Mystery Photo - 10.1.09

Cross Street
Neighborhood
Can you help?
You don't need to know everything, but do you know the year it was built?
Log in or register and you can edit this.


(Courtesy Durham County Library / North Carolina Collection)

Somewhere on Holloway St., 1920s

Comments

Where is Holloway St. that straight?!?!

There's the Sears water tower in the right background, so this is well out of town. I live out this way and it's pretty straight going out into the county.

Near where Holloway and Rochelle would be now?

It's hard to imagine it would be this far out, but could this be east beyond Joyland in the area around what is known as 'turnkey'? Adams Street intersects all the way to the Lynn Road intersection.
I remember Turnkey area being built, but I don't remember there being any sort of factory around that location...of course I'm only 41!

I don't know of anywhere else that Holloway St. is that flat and wide.

Seth Roberts
seth@realtor.com

Could this be Joyland looking toward Oak Grove High School ( water tower).
Holloway (98)went slightly down hill here but straight for a few miles .

@Andrew: based on the way the shadows of the bus and the utility pole are cast from right to left in the photograph, if this is Holloway St the photographer must have been facing to the east. (This far north of the equator, the sun doesn't cast shadows that point south.)

The shape of the land as Holloway goes toward the horizon is fairly distinctive: downhill for a couple hundred yards, then up over a small rise, then up again (maybe a mile away), then it seems to curve to the right. If you search for "2516 holloway st, durham, nc" in google maps, click on street view, and face east, the modern roadway matches up quite nicely with the historic photo. There are some older homes on the left that could match. And finally, if you close streetview, it seems possible that the open field on the right in the historic photo is now the mostly-forested area between S Joyland and S Adams.

I'm going to hazard a guess of my own, which is a bit different. I'm going to guess Holloway looking west from N. Driver. It's hard for me to believe that Durham would have bus service out to Joyland in the 1920s, or even that that this much infrastructure would be out there then. This could be 1930s, but wouldn't be any later than that based on the bus style. I can't tell if the 'tracks' in the middle of the road are tire ruts or streetcar tracks, but my guess would be that the bus route would still follow the streetcar route at this point, which would have been Holloway to Driver to Angier through East Durham. It also appears that there is an aerial electrical line down the center of the street for the streetcar.

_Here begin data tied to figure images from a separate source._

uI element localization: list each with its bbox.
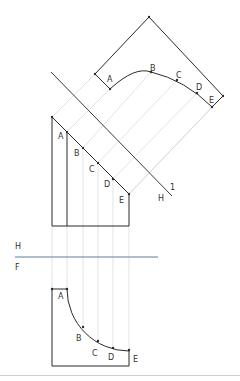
top-label-b: B <box>74 149 80 158</box>
front-label-d: D <box>108 353 114 362</box>
top-label-e: E <box>119 196 124 205</box>
front-label-c: C <box>92 349 98 358</box>
fold-h1-label-1: 1 <box>170 183 175 192</box>
aux-label-b: B <box>150 64 156 73</box>
aux-label-d: D <box>196 83 202 92</box>
top-label-d: D <box>104 180 110 189</box>
aux-label-c: C <box>176 71 182 80</box>
fold-h1-label-h: H <box>158 194 164 203</box>
top-label-c: C <box>89 165 95 174</box>
fold-line-hf: H F <box>15 242 158 272</box>
aux-label-a: A <box>107 75 113 84</box>
front-view: A B C D E <box>51 288 138 366</box>
diagram-canvas: A B C D E 1 H A B C D E H F <box>0 0 240 381</box>
vertical-projection-lines <box>52 150 129 350</box>
top-view: A B C D E <box>51 116 130 226</box>
auxiliary-view: A B C D E <box>94 16 224 108</box>
front-label-b: B <box>76 334 82 343</box>
fold-hf-label-f: F <box>15 263 20 272</box>
aux-label-e: E <box>209 96 214 105</box>
front-label-e: E <box>133 355 138 364</box>
top-label-a: A <box>58 132 64 141</box>
fold-hf-label-h: H <box>15 242 21 251</box>
front-label-a: A <box>58 292 64 301</box>
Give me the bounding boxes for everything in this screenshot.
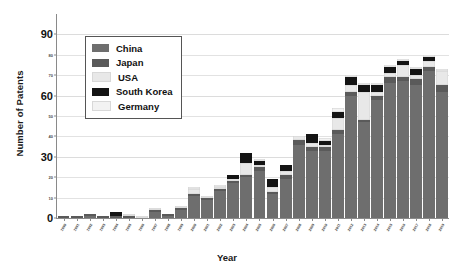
x-tick: 1995 [123,218,135,250]
x-tick-label: 2006 [269,223,276,232]
x-tick: 1992 [84,218,96,250]
x-tick-mark [194,218,195,221]
x-tick-label: 2009 [308,223,315,232]
bar-segment [267,179,279,187]
bar-segment [240,163,252,175]
x-tick: 1996 [136,218,148,250]
legend-item-germany: Germany [92,99,172,114]
legend-swatch-icon [92,59,109,67]
x-tick-mark [246,218,247,221]
bar-column [397,14,409,218]
y-tick-label-20: 20 [49,175,53,180]
bar-segment [397,65,409,77]
legend-item-japan: Japan [92,56,172,71]
x-tick: 2007 [280,218,292,250]
x-tick-mark [416,218,417,221]
x-tick-mark [181,218,182,221]
x-tick-mark [377,218,378,221]
x-tick-mark [351,218,352,221]
bar-segment [397,81,409,218]
bar-segment [358,122,370,218]
bar-column [254,14,266,218]
legend-item-usa: USA [92,70,172,85]
bar-column [201,14,213,218]
bar-column [240,14,252,218]
x-tick-mark [273,218,274,221]
x-tick-label: 2014 [373,223,380,232]
bar-column [332,14,344,218]
bar-column [319,14,331,218]
bar-segment [175,210,187,218]
x-tick-mark [233,218,234,221]
bar-segment [188,196,200,218]
x-tick-label: 1996 [138,223,145,232]
x-tick: 2009 [306,218,318,250]
x-tick-mark [403,218,404,221]
bar-column [371,14,383,218]
x-tick-label: 2002 [216,223,223,232]
bar-column [71,14,83,218]
y-tick-label-0: 0 [47,212,53,224]
x-tick: 1999 [175,218,187,250]
x-tick-mark [364,218,365,221]
bar-column [267,14,279,218]
legend-item-south-korea: South Korea [92,85,172,100]
x-tick: 2000 [188,218,200,250]
legend-label: USA [118,72,138,83]
x-tick-label: 2007 [282,223,289,232]
bar-segment [358,92,370,121]
bar-segment [214,191,226,218]
legend-label: Germany [118,101,159,112]
y-tick-label-50: 50 [49,114,53,119]
x-tick-mark [286,218,287,221]
x-tick-mark [142,218,143,221]
x-tick-label: 1995 [125,223,132,232]
x-tick: 2012 [345,218,357,250]
x-tick-label: 1997 [151,223,158,232]
bar-column [188,14,200,218]
x-tick: 2018 [423,218,435,250]
x-tick-mark [116,218,117,221]
x-tick-mark [312,218,313,221]
bar-segment [332,118,344,130]
legend-swatch-icon [92,72,111,82]
bar-segment [293,145,305,218]
legend-label: China [116,43,142,54]
x-tick: 1997 [149,218,161,250]
x-tick-mark [390,218,391,221]
bar-column [384,14,396,218]
bar-segment [332,134,344,218]
bar-segment [240,177,252,218]
bar-segment [436,71,448,85]
x-tick-mark [207,218,208,221]
x-tick-label: 1991 [73,223,80,232]
x-tick: 2011 [332,218,344,250]
x-tick: 2001 [201,218,213,250]
chart-legend: ChinaJapanUSASouth KoreaGermany [85,36,182,119]
bar-segment [345,77,357,85]
x-tick-mark [220,218,221,221]
legend-swatch-icon [92,44,109,52]
x-tick-mark [299,218,300,221]
bar-column [358,14,370,218]
bar-segment [345,96,357,218]
x-tick-label: 1990 [60,223,67,232]
x-tick-label: 2000 [190,223,197,232]
bar-segment [254,171,266,218]
x-tick-label: 2018 [425,223,432,232]
x-tick-label: 2001 [203,223,210,232]
bar-segment [384,83,396,218]
bar-segment [306,134,318,142]
x-tick: 1998 [162,218,174,250]
x-tick: 2017 [410,218,422,250]
x-tick-mark [429,218,430,221]
x-axis-title: Year [0,252,454,263]
x-tick: 2010 [319,218,331,250]
bar-segment [371,100,383,218]
x-tick: 2015 [384,218,396,250]
y-tick-label-80: 80 [49,52,53,57]
x-tick-label: 2017 [412,223,419,232]
x-tick-label: 2016 [399,223,406,232]
x-tick: 2008 [293,218,305,250]
bar-column [345,14,357,218]
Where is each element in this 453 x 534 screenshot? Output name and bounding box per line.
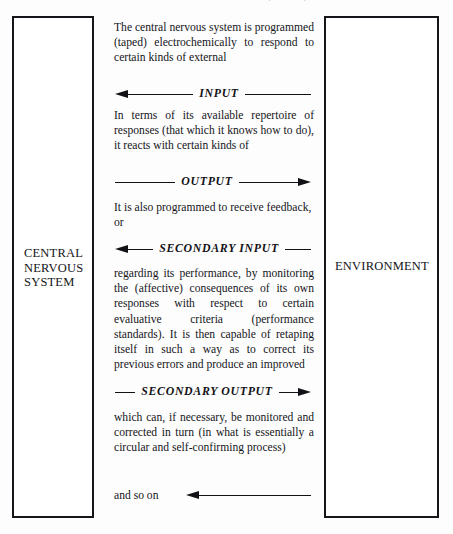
arrow-shaft (285, 249, 311, 250)
arrow-shaft (115, 392, 135, 393)
paragraph-5: which can, if necessary, be monitored an… (114, 410, 314, 456)
arrow-input-label: INPUT (193, 88, 245, 100)
arrow-shaft (198, 495, 311, 496)
paragraph-3: It is also programmed to receive feedbac… (114, 200, 314, 230)
paragraph-2: In terms of its available repertoire of … (114, 108, 314, 154)
arrow-output: OUTPUT (115, 174, 311, 190)
arrow-shaft (245, 94, 311, 95)
arrowhead-right-icon (298, 178, 311, 186)
central-nervous-system-label: CENTRAL NERVOUS SYSTEM (24, 246, 83, 290)
closing-text: and so on (114, 488, 176, 503)
arrow-secondary-input-label: SECONDARY INPUT (153, 243, 285, 255)
flow-column: The central nervous system is programmed… (114, 16, 314, 518)
arrow-loop-back (186, 487, 311, 503)
running-header: THE CNS AS A SELF-CORRECTING (TAPED) SYS… (0, 0, 453, 1)
arrow-shaft (115, 182, 175, 183)
central-nervous-system-box: CENTRAL NERVOUS SYSTEM (12, 16, 94, 518)
paragraph-1: The central nervous system is programmed… (114, 20, 314, 66)
arrow-output-label: OUTPUT (175, 176, 238, 188)
environment-label: ENVIRONMENT (335, 259, 429, 274)
arrow-input: INPUT (115, 86, 311, 102)
arrowhead-right-icon (298, 388, 311, 396)
arrow-shaft (127, 249, 153, 250)
arrow-secondary-output: SECONDARY OUTPUT (115, 384, 311, 400)
arrow-secondary-output-label: SECONDARY OUTPUT (135, 386, 278, 398)
arrow-shaft (279, 392, 299, 393)
environment-box: ENVIRONMENT (324, 16, 439, 518)
arrow-shaft (239, 182, 299, 183)
paragraph-4: regarding its performance, by monitoring… (114, 266, 314, 372)
arrow-shaft (127, 94, 193, 95)
diagram-page: THE CNS AS A SELF-CORRECTING (TAPED) SYS… (0, 0, 453, 534)
arrow-secondary-input: SECONDARY INPUT (115, 241, 311, 257)
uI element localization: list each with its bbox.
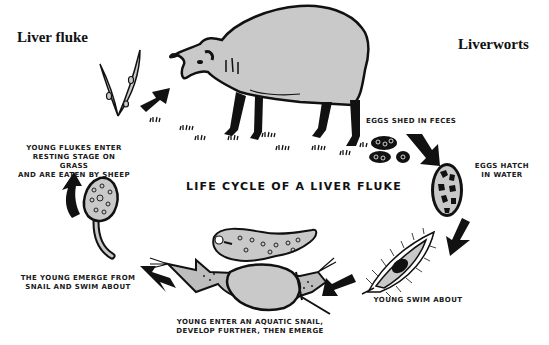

I think the houses visible on the left in the present-day streetview looking west from N. Driver seem to match those in the photo.

The water tower in the distance is problematic; it looks most to me like the water tower of Durham Hosiery Mill No. 6, and I almost think I can see the tower of Mill No. 1 to its right. While things curve a bit strangely out this way, I still have trouble putting them on the right side of the vista. The Durham Cotton Mfg. Co seems even less likely if this is truly Holloway St., as it would be far to the left.

GK

I spend a lot of time on Holloway Street! My first thought was in the Joyland area but now I am thinking it is Holloway at Alston Looking east.

@Gary: What about the shadows cast by the utility pole and the bus? Both shadows fall to the left in the picture. The shadow from the pole is perpendicular to the street. If the photographer were facing west (as you propose), then the sun would had to have been angling down from the north.

Regards!

Toby -- in regards to the shadows, could we be dealing with another reversed negative (similar to the mystery photo of the ice storm)? If that were the case then this could be looking west and have the shadows coming from the correct orientation.

No - it's not reversed. thank goodness for lettering in old pictures

GK

Ahh, couldn't make out the lettering -- I'm guessing on the bus? Dark computer screen here.

Gary, thanks for doing these!

Toby

You are right - the shadows don't make sense. Andrew, I think you are right - I think that is Durham Cotton Mfg in the background. Scrutinizing it again, the tower looks much more like that than DHM No. 1. Which leads me to think that this is actually a North-South street - that the photo is mis-labeled "Holloway St." based on what the bus says, but that this - ? North Driver, and the bus simply has the route name on it. (Haven't had any time to investigate N. Driver, but based on the streetcar power, bus, and position of DCM, that would fit.) Thoughts?

GK

Yep, pretty convinced now. Looking south from ~Southgate Street and North Driver. The former, overgrown East Durham Baseball Park is on the right - later the site of East Durham Junior High, later Holton School, now Holton Center.

GK

Gary-
That makes more sense than Holloway. So, this would be late in the day. In your pic, is that marked as a Durham Transit bus, or could it be a Trailways/Greyhound type of bus?

Seth Roberts
seth@realtor.com

Seth

It isn't marked, but it's typical for a Durham city bus at the time.

GK

I agree with Gary about Driver Ave and Southgate. The small shadow on the lower right would be the small building that was Rollins Grocery. It is located at the corner of Driver and Southgate. When I went to East Durham Junior High School in the 50's, the little store was operated by Mrs. Gladys Goggins.

Add new comment

Log in or register to post comments.